India is next in Bulletproof’s plans, where they’re already working for Diageo, Mondelez International and others. That might not look like opening a studio there though. “It might be an acquisition, because it’s its own world,” Mundae says.” It takes up a lot of energy to set up from nothing – the paperwork alone – plus you acquire some clients and local talent if you acquire.”
Ghana is attractive because of its big brewing culture and the amount of property development going on, and he thinks there’s “a huge opportunity in Kenya.”
He’s looking at a new studio in a central European country, to add to Amsterdam. And Abu Dhabi and Saudi Arabia could follow. But this bullishness isn’t blind. Mundae recognises that not everywhere is viable. “There’s a lot of work in Cairo and some great talent there, but the numbers don’t add up because the fees aren’t great.”

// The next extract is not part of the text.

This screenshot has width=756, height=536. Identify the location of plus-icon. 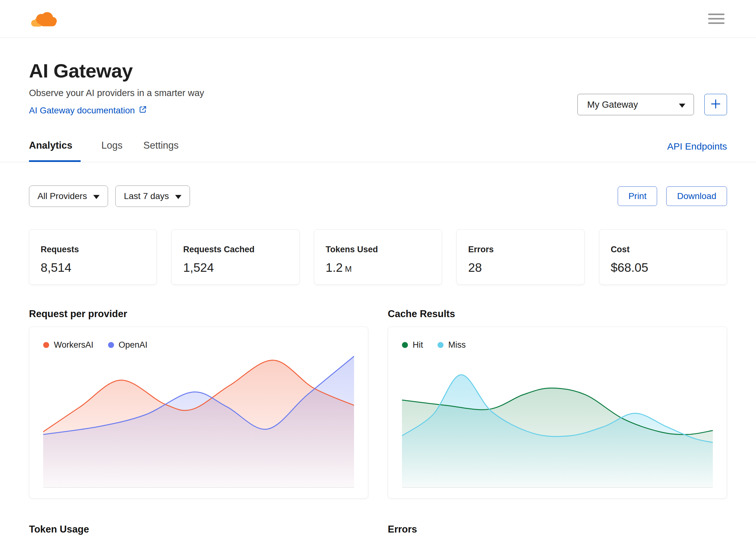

Mundae is not squeamish in talking about money. He says people often baulk at their fees, but he is very confident they are worth it. “We’re told we’re the most expensive agency that our clients work with. But you have to pay for brilliant people, and we get it right first time,” he says. This confidence may also explain his drive to expand, not just geographically.
“I’m all about growth – of business, culture, people. As well as looking at new territories, I’m looking at new skills, how to adopt AI, and what are new areas we want to grow into.” To that end, the agency is looking to develop its capabilities in motion, digital and social channels, because that’s where its clients’ audiences are.
But he never wants to lose Bulletproof’s traditional FMCG roots – the London studio alone works with big-name brands like Cadbury and Toblerone, Johnnie Walker and Don Julio and Tate & Lyle.
“In our industry it’s become a dirty term, but I still love that work. The way you think about pack and consumer, it’s so in-depth, I think that’s dynamite.”
Many high-profile brand and packaging agencies have already been snapped up by conglomerates – Design Bridge to WPP, WMH&I to Loewy Group, Turner Duckworth to Publicis Groupe – and others, like JKR, have sold minority stakes. Against that backdrop, potential buyers come knocking on Mundae’s door around four times a year.
So far, none of these offers have appealed. But, he says, “I like the idea of working with a business which has amazing clients that we probably wouldn’t reach, being a brand agency. If they could plug us in, I’d love that.” But does it ever get stressful, spinning so many plates? Apparently not – in fact Mundae seems to thrive on it. “I’ve put everything into this,” he says. “It’s my life’s work.”